Forcing Treatment to Force Execution
November 29, 2011Student Blogs Article“Jared Loughner spends his life in isolation but is never alone. Cameras watch his every movement. Guards log his actions every 15 minutes. His existence is charted in three colors. Blue means he’s in bed. Green means he’s up and awake. Red means he is pacing in tight circles in his small cell. Red made up the largest slice on Loughner’s chart some days during the summer. Since then, the red slice has shrunk. The colors shift with his moods as the man accused of fatally shooting six people and wounding 13, including Arizona Rep. Gabrielle Giffords, responds to therapy and drugs.” – Details of Loughner’s life emerge from testimony, file, USA Today.
Jared Lee Loughner is arguably America’s current Public Enemy No. 1. On January 8, Loughner opened fire at a grocery store parking lot killing six people, including U.S. District of Arizona Judge John Roll and a staff member for U.S. Representative Gabrielle Giffords. As the public reeled from the shooting, the media began trying to uncover Loughner’s motivations and revealed a YouTube account where Loughner accused the government of mind-controlling and brainwashing citizens with language. Since being imprisoned, Loughner’s condition has rapidly deteriorated. He was receiving forced medication until the Ninth Circuit ordered it stopped, after which he paced in circles up to 14 hours in one day, leading to a blister on his foot that gradually infected his leg.
The stage has been set for a high-profile case involving the federal death penalty and mental incompetency.
In recent decades, medical treatment for psychological disorders has advanced at unprecedented rates, effectively treating and altering the lives of patients with otherwise-debilitating conditions. Not all patients, however, are created alike. Unsurprisingly, the nation’s prisons are well populated by mentally ill individuals. Prisoners don’t have the liberty to choose their method of treatment.
Can, and should, a prison forcibly medicate a mentally ill prisoner for the protection and safety of other inmates and guards? The Supreme Court says yes. Washington v. Harper, 494 U.S. 210 (1990).
What about forcibly medicating to make that inmate competent to stand trial? The Supreme Court says that’s permissible, also. Sell v. United States, 539 U.S. 166 (2003). On the other hand, the Supreme Court has held that an ‘incompetent’ inmate on death row cannot be executed. Ford v. Wainwright, 477 U.S. 399 (1986).
Significantly, the Court has persisted in leaving one logical follow-up question unanswered: Can a prison forcibly medicate a mentally ill prisoner to render him competent to be executed?
Two states—Louisiana and South Carolina—have explicitly held that it is unconstitutional to forcibly medicate an inmate for the sole purpose of rendering him competent for execution. In 2003, the Eighth Circuit reached the opposite conclusion, citing the state’s strong interest in carrying out lawfully imposed sentences. The Supreme Court denied certiorari to review the Eighth Circuit’s decision in Singleton v. Norris. 319 F.3d 1018.
Meanwhile, more recently, the Supreme Court has affirmed the constitutionality of forcibly medicating to render a detainee competent to stand trial. Sell v. United States, 539 U.S. 166 (2003). But it is obvious why Sell can’t control the issue of forcing medication to execute. The death row inmate’s interests are markedly different than the detainee’s interests in a fair trial.
Moreover, the ruling in Washington v. Harper was that an inmate’s liberty interest against involuntary treatment could be compromised if, and only if, two important conditions are met:
(1) He is a danger to himself or others.
(2) The treatment is in his medical interest.
What constitutes “medical interest”? Is it in a death row inmate’s medical interest not to be executed? The system appears to be forcing inmates into a grisly decision: remain untreated and subject to debilitating delusions, or render yourself competent and be executed. The decision also puts prison doctors in an incredibly unenviable position that defies ethics.
I believe that there is a truth most Americans have been unwilling to face since reinstituting the death penalty over three decades ago, which lies beneath the issue of death row medication: the death penalty is fundamentally incompatible with our democratic ideals. The Eighth Circuit in Singleton v. Norris (allowing forced medication) reached its decision on what seem to be highly paternalistic grounds. The decision essentially tells the inmate: ‘We feel guilty about executing you because you’re insane, so we will forcibly medicate you to make sure you understand you are about to be executed because it’s in our interest to do so, then at least we can execute you with a clear conscience.’
The complicated reasoning lends itself to a host of important questions. Is a mentally insane person no longer insane once medicated? Does an individual’s freedom to refuse medication disappear after he is sentenced to death? Has modern medicine advanced in such a twisted way as to allow more executions of the insane rather than less? And is this really the kind of justice we want for America?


▸ **WHAT NEEDS TO BE DONE**
Write out every entry below exactly as it appears. Pictures do not belong in the copy.

(Source records)
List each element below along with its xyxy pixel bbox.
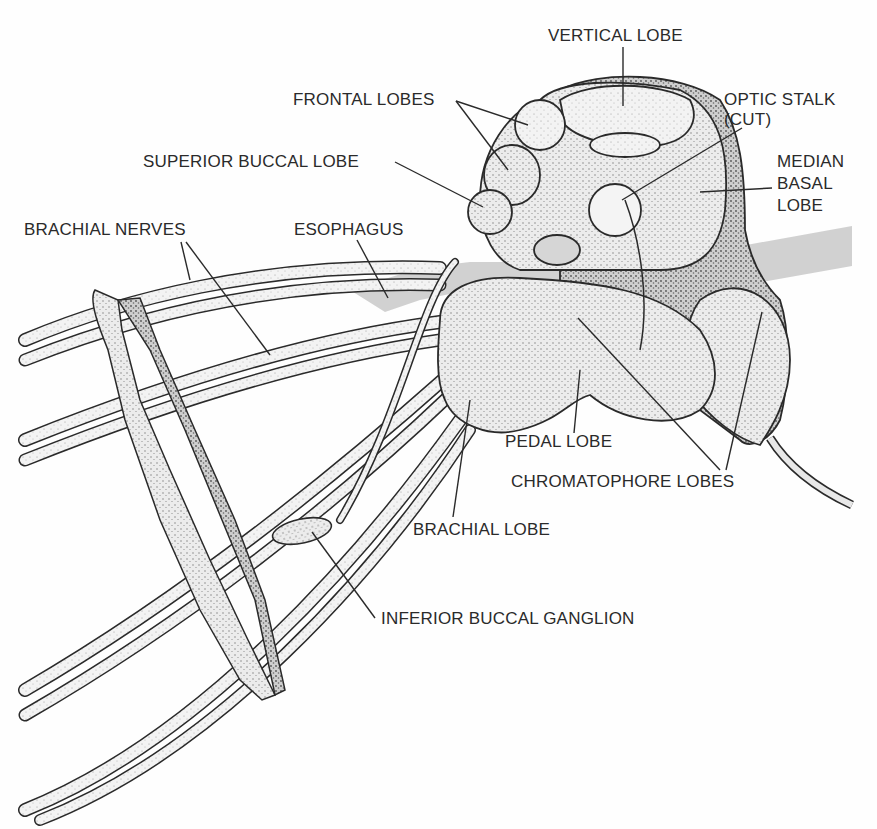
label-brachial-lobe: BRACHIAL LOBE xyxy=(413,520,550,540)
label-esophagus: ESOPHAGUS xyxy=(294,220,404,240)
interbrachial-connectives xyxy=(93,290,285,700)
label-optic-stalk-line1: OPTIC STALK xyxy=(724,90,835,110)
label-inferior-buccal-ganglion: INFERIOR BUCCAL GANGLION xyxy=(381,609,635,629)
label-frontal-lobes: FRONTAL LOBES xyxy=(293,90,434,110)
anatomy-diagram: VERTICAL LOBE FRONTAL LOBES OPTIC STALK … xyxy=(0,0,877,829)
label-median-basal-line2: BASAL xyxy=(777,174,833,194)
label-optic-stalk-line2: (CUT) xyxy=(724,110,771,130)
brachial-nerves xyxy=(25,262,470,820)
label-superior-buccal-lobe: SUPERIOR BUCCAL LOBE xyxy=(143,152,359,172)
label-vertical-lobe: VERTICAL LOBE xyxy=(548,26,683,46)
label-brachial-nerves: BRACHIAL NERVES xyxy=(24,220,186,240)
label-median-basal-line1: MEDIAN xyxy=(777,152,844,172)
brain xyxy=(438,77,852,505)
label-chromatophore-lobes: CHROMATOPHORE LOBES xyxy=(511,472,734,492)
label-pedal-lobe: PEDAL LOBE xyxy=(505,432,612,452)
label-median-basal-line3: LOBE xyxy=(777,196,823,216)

▸ **RESULT BELOW**
List each element below along with its xyxy pixel bbox.
label-brachial-lobe: BRACHIAL LOBE xyxy=(413,520,550,540)
label-esophagus: ESOPHAGUS xyxy=(294,220,404,240)
interbrachial-connectives xyxy=(93,290,285,700)
label-optic-stalk-line1: OPTIC STALK xyxy=(724,90,835,110)
label-inferior-buccal-ganglion: INFERIOR BUCCAL GANGLION xyxy=(381,609,635,629)
label-frontal-lobes: FRONTAL LOBES xyxy=(293,90,434,110)
anatomy-diagram: VERTICAL LOBE FRONTAL LOBES OPTIC STALK … xyxy=(0,0,877,829)
label-median-basal-line2: BASAL xyxy=(777,174,833,194)
label-optic-stalk-line2: (CUT) xyxy=(724,110,771,130)
brachial-nerves xyxy=(25,262,470,820)
label-superior-buccal-lobe: SUPERIOR BUCCAL LOBE xyxy=(143,152,359,172)
label-vertical-lobe: VERTICAL LOBE xyxy=(548,26,683,46)
label-brachial-nerves: BRACHIAL NERVES xyxy=(24,220,186,240)
label-median-basal-line1: MEDIAN xyxy=(777,152,844,172)
brain xyxy=(438,77,852,505)
label-chromatophore-lobes: CHROMATOPHORE LOBES xyxy=(511,472,734,492)
label-pedal-lobe: PEDAL LOBE xyxy=(505,432,612,452)
label-median-basal-line3: LOBE xyxy=(777,196,823,216)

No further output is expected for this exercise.